Grim milestone: Chicago tops 700 homicides for the year

For the first time since 1998, Chicago has topped 700 homicides for the year, with a month to go that includes Christmas holiday and New Year's eve.  Last year, there were 456 murders.  An astonishing 4,050 people have been wounded compared to 2,699 last year.

Chicago Tribune:

The Police Department statistics do not include about an additional 20 killings on area expressways, as well as police-involved shootings, justifiable homicides or death investigations that could later be reclassified as homicides.

The surge in violence has come at a time of upheaval for the Police Department amid an ongoing investigation by the U.S. Justice Department in the past year's fallout over the video showing the fatal shooting of black teenager Laquan McDonald by an officer.

Police Superintendent Eddie Johnson, who was a surprise appointment in March after his predecessor, Garry McCarthy, was fired in the blowup over the McDonald shooting, said his department is doing all it can to combat violence rooted in poverty and hopelessness.

On Tuesday, following a speech to the Union League Club, Johnson called this year's homicide totals "unacceptable," blaming what he called "a small subsection of citizens" for the violence. The department has compiled a "strategic subject list" — a computerized algorithm designed to zero in on about 1,400 mostly gang members considered most likely to shoot someone or become a victim of violence.

"The police are doing their job," Johnson told reporters. "What we need help in is holding these repeat gun offenders accountable for this gun violence, and until we do that, we're going to continue to see the cycle of violence."

Homicides peaked in Chicago at more than 900 a year in the early to mid-1990s. This year has seen homicides soar month after month to levels not seen in about two decades. The 92 homicides in August alone marked the most the city had seen for a single month since July 1993. By early September, Chicago surpassed the homicide toll for all of 2015. The Halloween weekend ended with 69 people shot, 17 fatally, the deadliest weekend of 2016. And in the just-completed November, homicides totaled 77, the worst for that month since 78 in 1994.

The city's violence continues to far outpace both New York and Los Angeles combined even though their populations far exceed Chicago's. According to official statistics through about Nov. 20, the most recent that are publicly available, New York and Los Angeles had a combined 565 homicides, less than Chicago's total. In addition, there were a combined 2,117 shooting victims in the two cities, close to half of Chicago's total.

It's not as though L.A. and N.Y. City don't have gang problems equal to or greater than Chicago's.  But for the last two years, the department has been trying to recover from Mayor Rahm Emanuel's eliminating several thousand officers in an effort to save money and establish community policing.  Along with ordinary attrition due to retirements, this left the department vulnerable in several of the highest-crime areas of the city.

Emanuel has initiated a crash program to hire thousands of additional officers, but it will be another two or three years before many of those new hires can help.  Meanwhile, morale in the department has hit an all-time low as citizens, thanks to some high-profile police shootings, have lost trust in the ability of police to protect them.

It appears that incompetence, misjudgments, and misbehavior by some policemen have combined to make the city streets of Chicago a shooting gallery.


Required work
State how many lines in the material hold the string "Done"; nothing besides that number is expected.

────────────────────────────────────────

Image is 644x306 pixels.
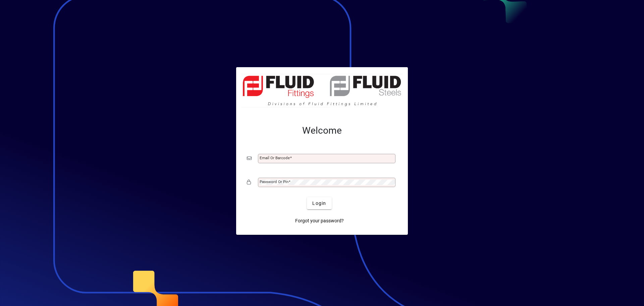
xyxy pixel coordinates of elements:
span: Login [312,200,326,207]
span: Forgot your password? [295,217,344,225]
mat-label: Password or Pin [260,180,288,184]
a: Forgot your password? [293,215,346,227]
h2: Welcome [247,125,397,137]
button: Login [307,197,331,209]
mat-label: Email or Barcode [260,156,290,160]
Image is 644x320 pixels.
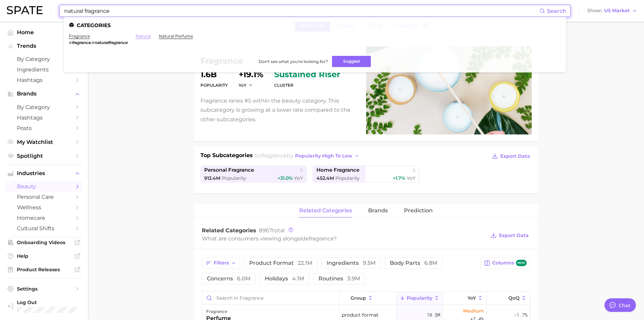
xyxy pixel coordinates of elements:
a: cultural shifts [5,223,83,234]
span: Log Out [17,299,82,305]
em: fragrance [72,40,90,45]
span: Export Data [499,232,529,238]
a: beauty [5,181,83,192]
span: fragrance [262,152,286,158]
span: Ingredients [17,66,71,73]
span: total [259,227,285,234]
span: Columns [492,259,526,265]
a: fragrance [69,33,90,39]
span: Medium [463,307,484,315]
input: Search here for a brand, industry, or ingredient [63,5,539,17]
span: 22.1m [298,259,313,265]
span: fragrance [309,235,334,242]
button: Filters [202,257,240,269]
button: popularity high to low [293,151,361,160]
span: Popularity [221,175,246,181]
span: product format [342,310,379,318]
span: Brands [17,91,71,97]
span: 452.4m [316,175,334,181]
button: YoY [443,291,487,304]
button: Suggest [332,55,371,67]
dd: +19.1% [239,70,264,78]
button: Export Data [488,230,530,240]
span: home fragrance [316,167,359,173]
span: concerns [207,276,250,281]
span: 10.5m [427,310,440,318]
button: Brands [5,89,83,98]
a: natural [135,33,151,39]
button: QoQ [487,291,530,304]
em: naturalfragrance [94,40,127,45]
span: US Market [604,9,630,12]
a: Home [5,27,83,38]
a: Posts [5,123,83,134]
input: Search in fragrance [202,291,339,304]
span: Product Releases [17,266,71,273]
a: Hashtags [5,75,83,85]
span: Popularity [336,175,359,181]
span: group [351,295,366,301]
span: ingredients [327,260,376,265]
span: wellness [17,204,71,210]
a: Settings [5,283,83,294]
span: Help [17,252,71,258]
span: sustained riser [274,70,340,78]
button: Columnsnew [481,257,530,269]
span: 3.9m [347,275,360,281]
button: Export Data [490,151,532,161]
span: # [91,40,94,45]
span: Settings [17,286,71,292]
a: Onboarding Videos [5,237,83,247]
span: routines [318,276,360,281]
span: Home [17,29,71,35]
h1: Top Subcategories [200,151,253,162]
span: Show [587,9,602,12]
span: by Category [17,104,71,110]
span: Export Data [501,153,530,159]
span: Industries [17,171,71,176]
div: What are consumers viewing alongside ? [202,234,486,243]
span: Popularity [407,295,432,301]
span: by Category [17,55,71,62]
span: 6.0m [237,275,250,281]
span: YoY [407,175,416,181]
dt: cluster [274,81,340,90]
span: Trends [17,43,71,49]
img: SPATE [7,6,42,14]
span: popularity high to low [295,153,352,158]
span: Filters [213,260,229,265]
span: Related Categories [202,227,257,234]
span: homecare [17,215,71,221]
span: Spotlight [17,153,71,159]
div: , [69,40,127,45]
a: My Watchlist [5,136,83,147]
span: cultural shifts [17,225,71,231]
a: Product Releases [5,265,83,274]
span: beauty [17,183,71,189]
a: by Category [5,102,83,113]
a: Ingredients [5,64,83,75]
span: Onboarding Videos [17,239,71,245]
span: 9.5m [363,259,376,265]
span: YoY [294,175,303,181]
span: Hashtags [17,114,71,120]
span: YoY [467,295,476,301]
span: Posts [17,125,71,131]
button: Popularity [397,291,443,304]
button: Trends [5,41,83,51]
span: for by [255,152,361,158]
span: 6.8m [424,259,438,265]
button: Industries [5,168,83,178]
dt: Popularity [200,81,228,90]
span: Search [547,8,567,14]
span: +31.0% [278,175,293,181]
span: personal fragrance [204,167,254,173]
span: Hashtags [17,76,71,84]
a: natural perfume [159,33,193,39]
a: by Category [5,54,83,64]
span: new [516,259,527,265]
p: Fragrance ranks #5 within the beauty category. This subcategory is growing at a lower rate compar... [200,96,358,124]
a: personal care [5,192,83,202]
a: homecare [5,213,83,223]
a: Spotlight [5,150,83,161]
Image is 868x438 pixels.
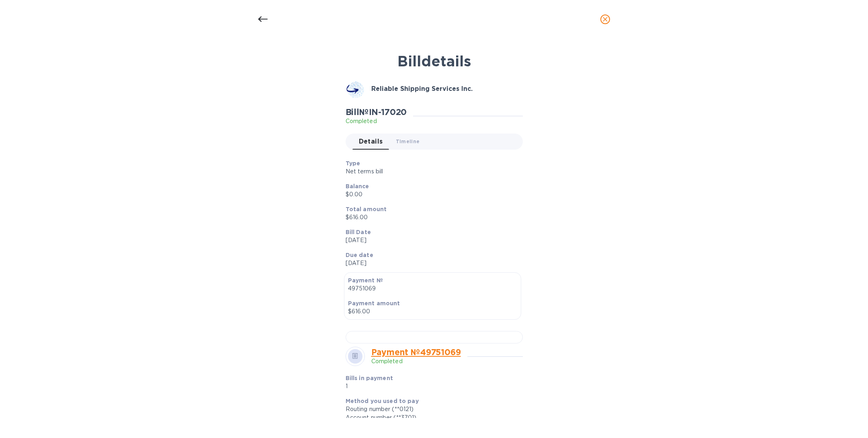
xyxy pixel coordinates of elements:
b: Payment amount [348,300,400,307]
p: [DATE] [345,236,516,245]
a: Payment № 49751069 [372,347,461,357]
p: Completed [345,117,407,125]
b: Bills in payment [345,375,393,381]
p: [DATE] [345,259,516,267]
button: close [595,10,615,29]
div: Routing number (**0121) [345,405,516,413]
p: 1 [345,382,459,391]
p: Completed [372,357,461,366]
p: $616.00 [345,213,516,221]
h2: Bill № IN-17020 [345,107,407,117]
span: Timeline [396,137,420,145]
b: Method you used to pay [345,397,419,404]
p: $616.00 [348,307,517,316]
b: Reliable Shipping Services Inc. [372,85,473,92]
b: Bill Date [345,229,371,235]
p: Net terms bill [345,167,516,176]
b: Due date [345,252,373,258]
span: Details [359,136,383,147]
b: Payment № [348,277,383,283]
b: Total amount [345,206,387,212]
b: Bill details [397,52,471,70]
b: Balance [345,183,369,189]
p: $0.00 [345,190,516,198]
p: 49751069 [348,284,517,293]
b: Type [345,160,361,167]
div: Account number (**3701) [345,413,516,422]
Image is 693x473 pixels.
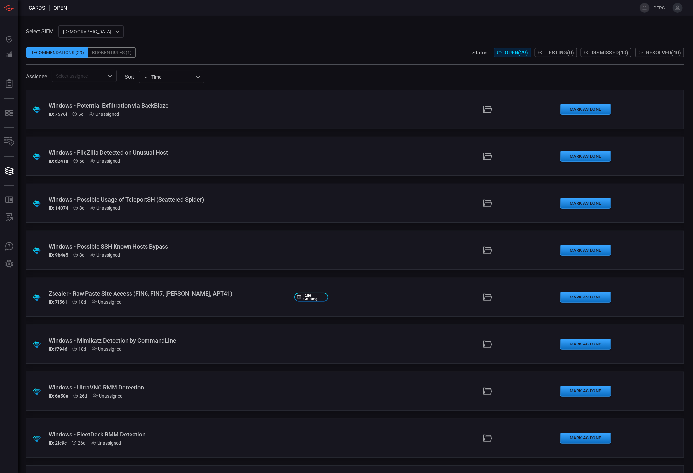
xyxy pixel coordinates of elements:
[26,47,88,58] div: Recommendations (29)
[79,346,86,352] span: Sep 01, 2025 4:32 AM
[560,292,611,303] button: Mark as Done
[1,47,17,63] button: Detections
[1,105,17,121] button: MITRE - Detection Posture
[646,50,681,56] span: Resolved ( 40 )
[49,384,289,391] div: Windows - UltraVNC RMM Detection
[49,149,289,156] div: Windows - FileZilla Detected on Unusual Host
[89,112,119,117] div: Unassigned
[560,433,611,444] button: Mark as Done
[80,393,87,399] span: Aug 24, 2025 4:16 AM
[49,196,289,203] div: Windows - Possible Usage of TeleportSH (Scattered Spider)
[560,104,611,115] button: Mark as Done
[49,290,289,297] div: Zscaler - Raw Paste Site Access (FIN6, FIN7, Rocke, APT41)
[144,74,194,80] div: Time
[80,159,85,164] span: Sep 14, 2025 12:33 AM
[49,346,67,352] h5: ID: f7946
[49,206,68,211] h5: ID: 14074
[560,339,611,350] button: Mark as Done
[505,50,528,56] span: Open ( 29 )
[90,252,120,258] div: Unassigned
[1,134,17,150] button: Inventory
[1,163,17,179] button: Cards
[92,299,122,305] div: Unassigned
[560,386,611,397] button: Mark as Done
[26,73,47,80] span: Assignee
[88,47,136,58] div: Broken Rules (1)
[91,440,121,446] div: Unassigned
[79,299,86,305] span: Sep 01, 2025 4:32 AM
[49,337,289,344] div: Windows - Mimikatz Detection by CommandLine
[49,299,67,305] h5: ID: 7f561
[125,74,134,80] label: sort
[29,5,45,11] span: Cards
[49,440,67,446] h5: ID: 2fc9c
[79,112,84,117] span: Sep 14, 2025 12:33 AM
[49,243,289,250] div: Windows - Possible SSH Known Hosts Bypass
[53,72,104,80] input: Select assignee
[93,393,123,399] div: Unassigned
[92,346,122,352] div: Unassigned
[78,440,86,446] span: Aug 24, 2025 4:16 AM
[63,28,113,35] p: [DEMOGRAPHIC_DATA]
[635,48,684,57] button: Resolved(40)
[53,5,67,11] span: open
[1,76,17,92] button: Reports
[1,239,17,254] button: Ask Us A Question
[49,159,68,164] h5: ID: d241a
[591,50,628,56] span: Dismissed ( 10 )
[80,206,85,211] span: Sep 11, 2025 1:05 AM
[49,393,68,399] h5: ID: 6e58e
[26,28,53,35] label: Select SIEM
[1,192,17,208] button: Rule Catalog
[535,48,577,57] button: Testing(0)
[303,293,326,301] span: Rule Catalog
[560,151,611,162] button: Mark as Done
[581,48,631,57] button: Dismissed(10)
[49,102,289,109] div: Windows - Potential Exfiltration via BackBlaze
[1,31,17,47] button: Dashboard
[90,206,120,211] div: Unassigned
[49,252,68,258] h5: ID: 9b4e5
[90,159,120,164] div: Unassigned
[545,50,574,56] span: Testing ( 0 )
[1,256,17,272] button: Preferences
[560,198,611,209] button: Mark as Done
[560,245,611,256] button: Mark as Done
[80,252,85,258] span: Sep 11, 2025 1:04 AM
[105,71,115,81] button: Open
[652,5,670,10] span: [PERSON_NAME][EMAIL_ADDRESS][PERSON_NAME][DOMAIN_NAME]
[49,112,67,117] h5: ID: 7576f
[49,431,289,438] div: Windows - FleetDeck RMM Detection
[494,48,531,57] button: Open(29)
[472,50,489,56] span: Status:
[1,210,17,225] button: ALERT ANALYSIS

────────────────────────────────────────

Your response
8